Six Gallery reading

Placed before the location of Six Gallery on the 50th anniversary of the first full-length public reading of HOWL.

The Six Gallery reading (also known as the Gallery Six reading or Six Angels in the Same Performance) was an important poetry event that took place on Friday, October 7, 1955,[1] at 3119 Fillmore Street in San Francisco, California.[2][3]

  1. ^ Some sources have erroneously reported the date of the reading as October 13. (One example is Hendin, Josephine G. 2004. Concise Companion to Postwar American Literature and Culture. p. 79. New York: Wiley-Blackwell.) However, most scholars agree on the date October 7, as does the plaque honoring the event, pictured here. (The date is confirmed in Morgan, Bill and Nancy L. Peters, eds. 2006. Howl on Trial: The Battle for Free Expression. p. 1. San Francisco: City Lights Publishers; and Raskin, Jonah. 2006. American Scream: Allen Ginsberg's Howl and the Making of the Beat Generation. p. 154. Berkeley and Los Angeles: University of California Press.)
  2. ^ In 1954, Wally Hedrick co-founded The Six Gallery in San Francisco, California with David Simpson, Hayward Ellis King, John Allen Ryan, Deborah Remington and Jack Spicer – and by 1955, had "become the official director". ("Oral history interview with Wally Hedrick", Smithsonian Archives of American Art. The transcribed interview took place at Hedrick's home in San Geronimo, California, June 10, 1974; Interviewer: Paul Karlstrom https://archive.today/20121214235927/http://www.aaa.si.edu/collections/oralhistories/transcripts/hedric74.htm [accessed November 24, 2014]. In "Remembering Wally Hedrick", artist and professor Carlos Villa writes, "Wally Hedrick was a chief organizer of the Six Gallery..."[1] (accessed November 25, 2014). The Six Gallery functioned as an underground art gallery for the members and a meeting place for poets and literati alike.
  3. ^ "Fillmore: The Beats in the Western Addition - FoundSF".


Required action: Restate the data below word for word. Leave the images out.

Records to use:
....................

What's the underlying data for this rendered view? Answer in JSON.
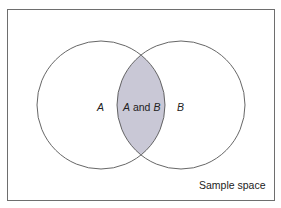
{
  "diagram": {
    "type": "venn",
    "frame_label": "Sample space",
    "sets": [
      {
        "name": "A",
        "label": "A",
        "cx": 101,
        "cy": 105,
        "r": 64
      },
      {
        "name": "B",
        "label": "B",
        "cx": 181,
        "cy": 105,
        "r": 64
      }
    ],
    "intersection": {
      "label_parts": [
        "A",
        " and ",
        "B"
      ],
      "fill": "#c9c8d6"
    },
    "colors": {
      "frame_stroke": "#6e6e6e",
      "circle_stroke": "#555555",
      "background": "#ffffff"
    }
  }
}
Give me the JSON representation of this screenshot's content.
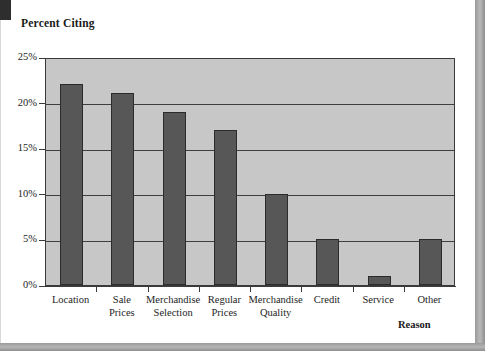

....................

Answer to this task:
What's the underlying data for this rendered view? Answer in JSON.
{
  "diagram": {
    "type": "venn",
    "frame_label": "Sample space",
    "sets": [
      {
        "name": "A",
        "label": "A",
        "cx": 101,
        "cy": 105,
        "r": 64
      },
      {
        "name": "B",
        "label": "B",
        "cx": 181,
        "cy": 105,
        "r": 64
      }
    ],
    "intersection": {
      "label_parts": [
        "A",
        " and ",
        "B"
      ],
      "fill": "#c9c8d6"
    },
    "colors": {
      "frame_stroke": "#6e6e6e",
      "circle_stroke": "#555555",
      "background": "#ffffff"
    }
  }
}
Give me the JSON representation of this screenshot's content.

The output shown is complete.